### Material provided ###
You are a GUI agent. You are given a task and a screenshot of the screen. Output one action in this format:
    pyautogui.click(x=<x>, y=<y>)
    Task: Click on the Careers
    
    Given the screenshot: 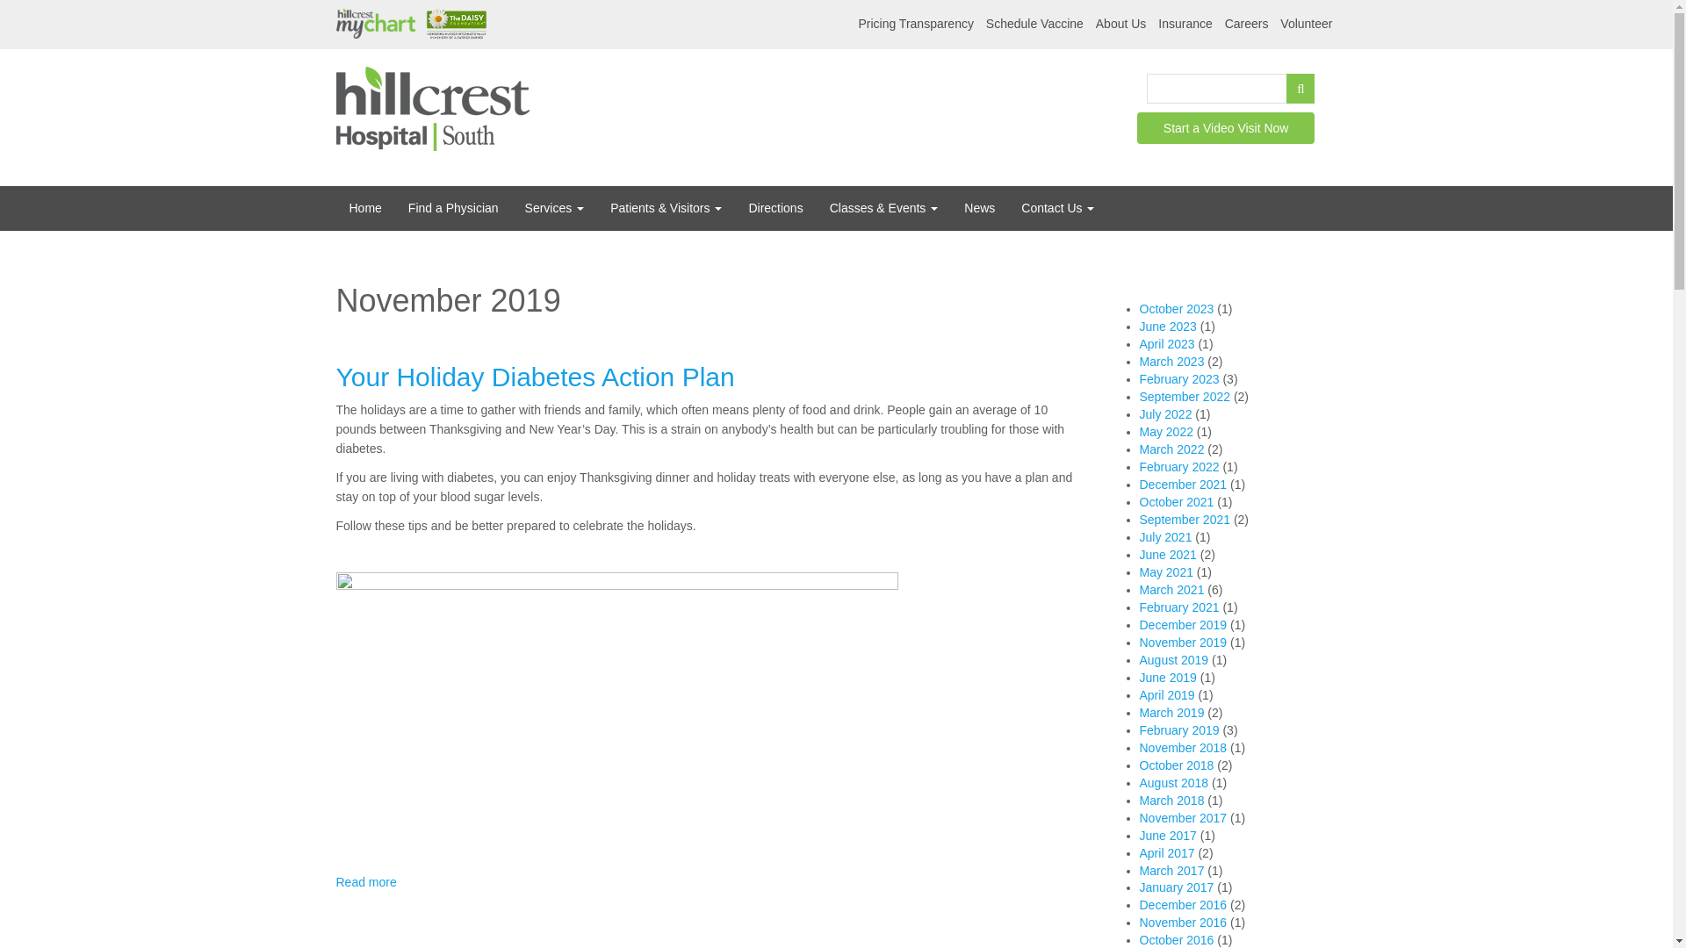 What is the action you would take?
    pyautogui.click(x=1247, y=25)
    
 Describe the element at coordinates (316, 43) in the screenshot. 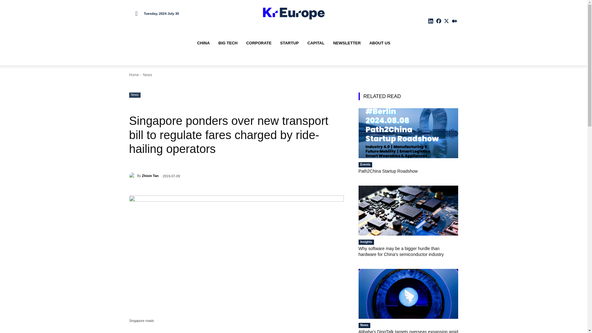

I see `CAPITAL` at that location.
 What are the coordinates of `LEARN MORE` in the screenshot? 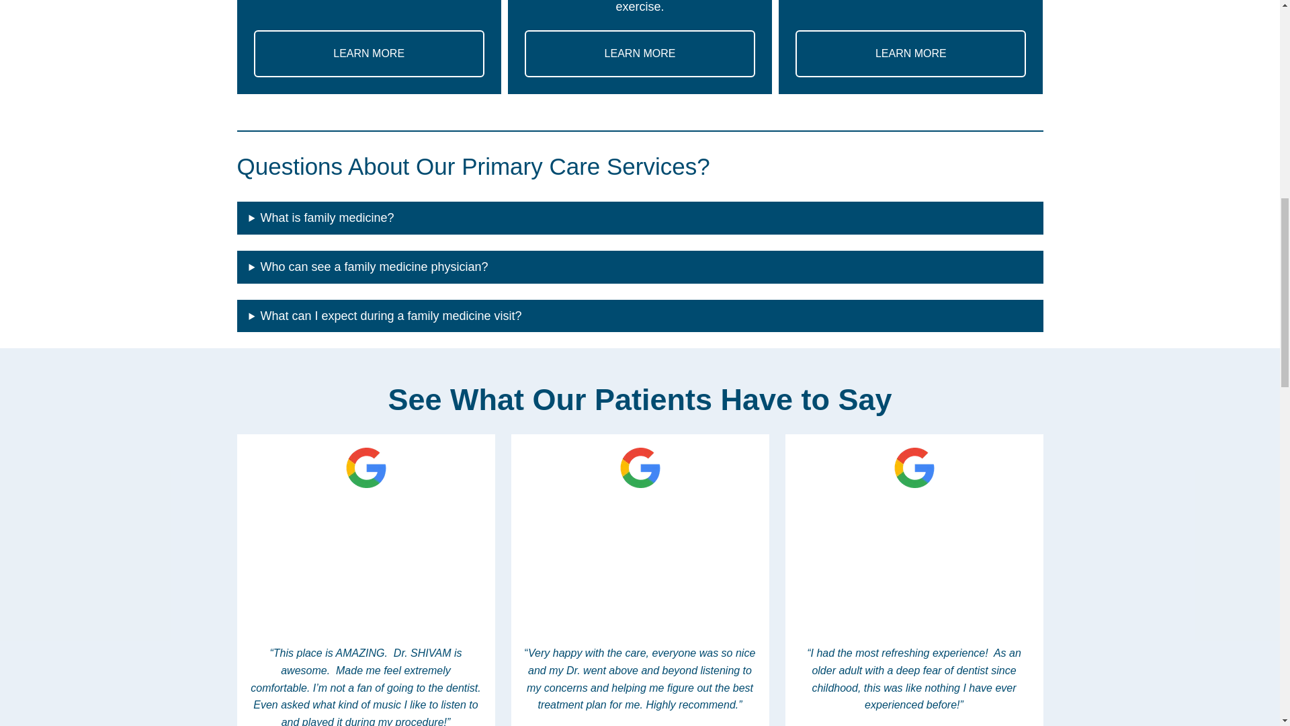 It's located at (640, 54).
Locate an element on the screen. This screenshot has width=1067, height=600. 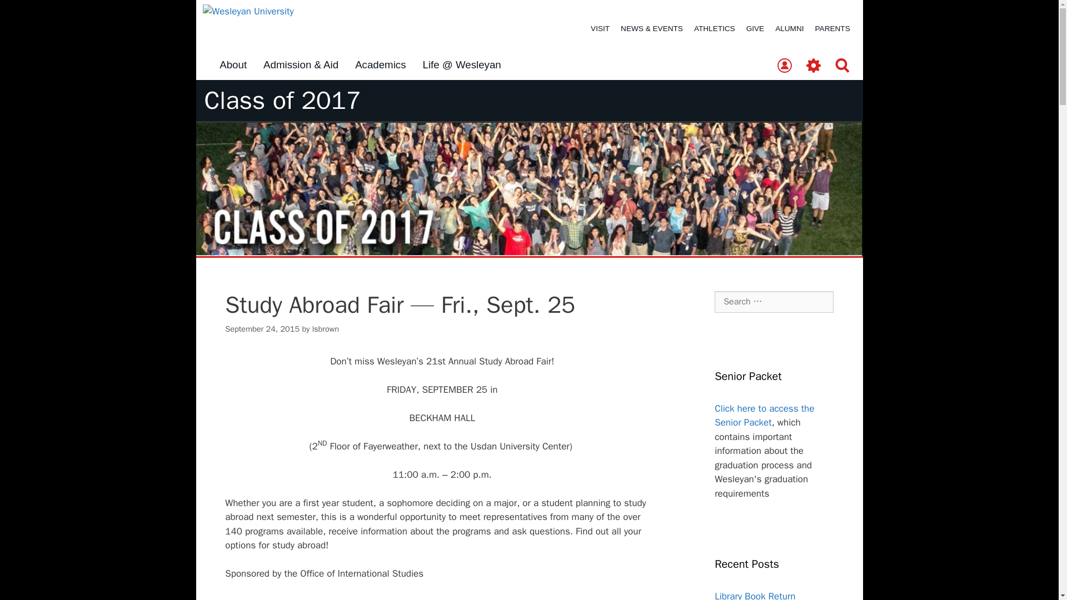
PARENTS is located at coordinates (832, 28).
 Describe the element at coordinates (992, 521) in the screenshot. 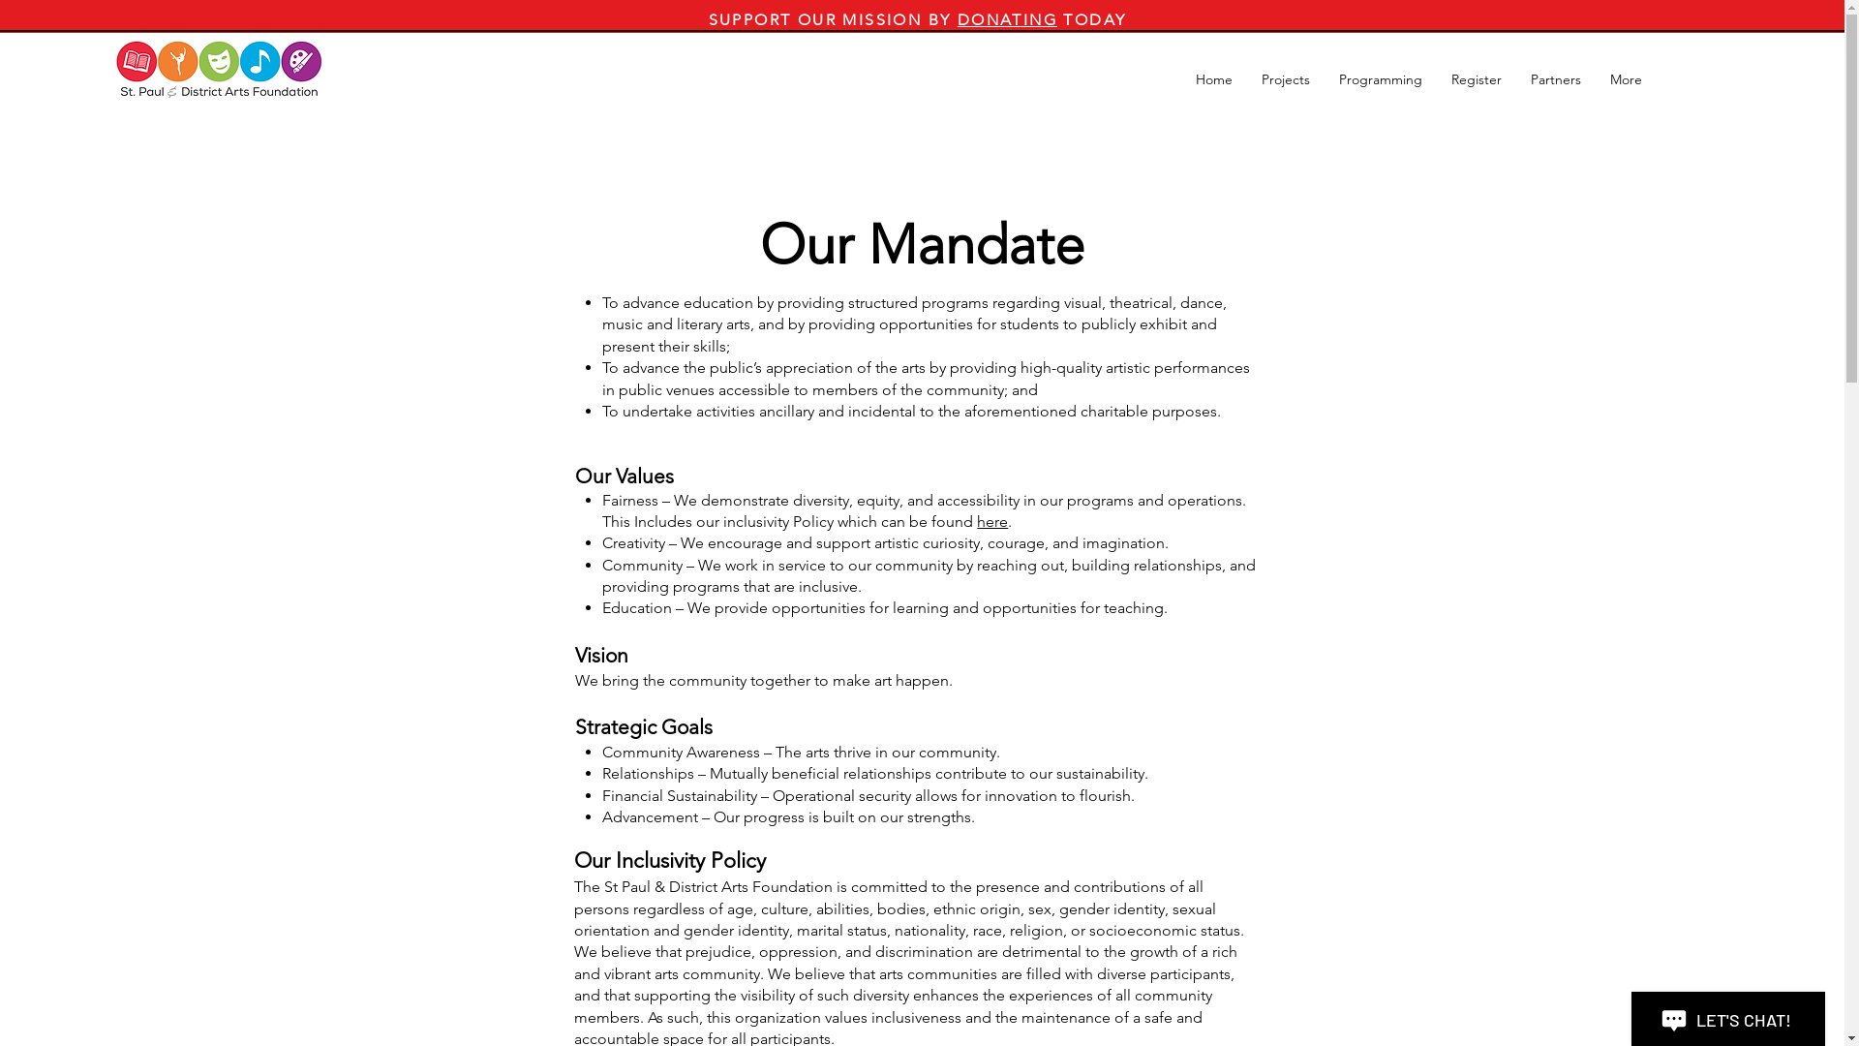

I see `here` at that location.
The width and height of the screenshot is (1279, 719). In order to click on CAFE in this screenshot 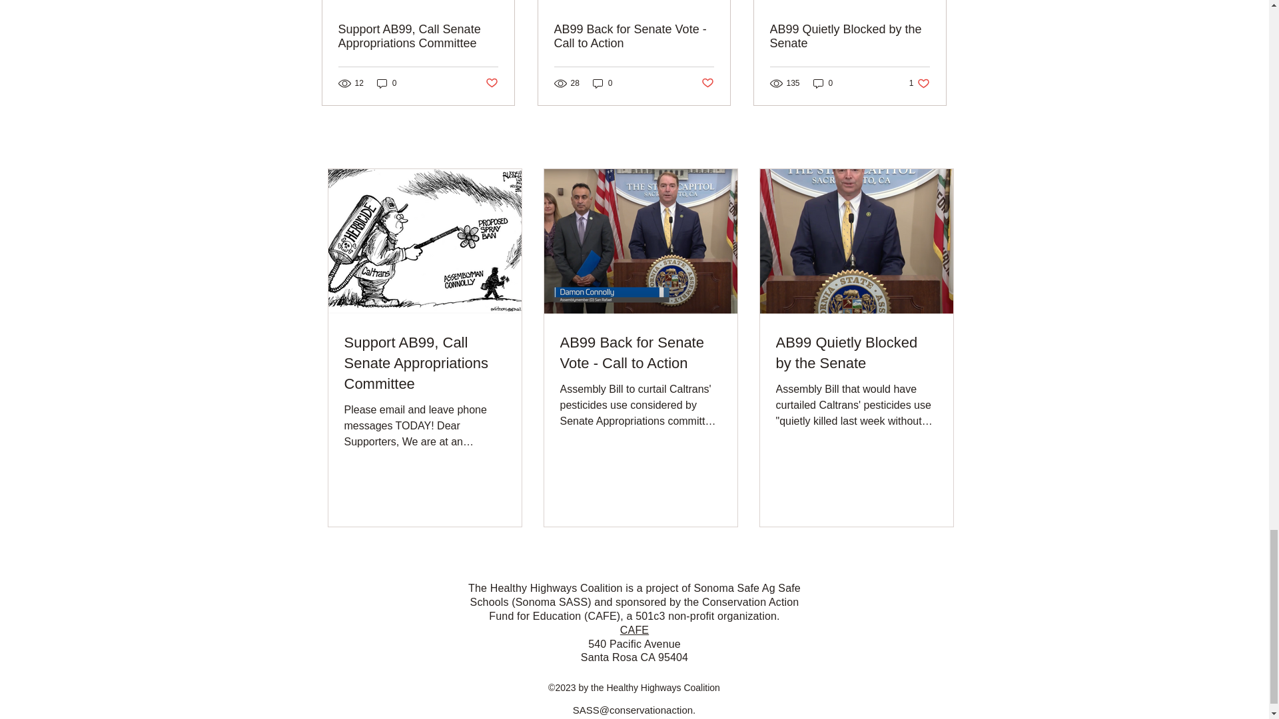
###
Your instructions: Your reply must hold only the lines from the line containing "Locate an element" through the end of the records above, written out exactly, both ends included, with no pictures, please.

Task output:
Locate an element on the screen. This screenshot has width=1067, height=600. 
PARENTS is located at coordinates (832, 28).
 Describe the element at coordinates (992, 521) in the screenshot. 

I see `here` at that location.
The width and height of the screenshot is (1279, 719). In order to click on CAFE in this screenshot 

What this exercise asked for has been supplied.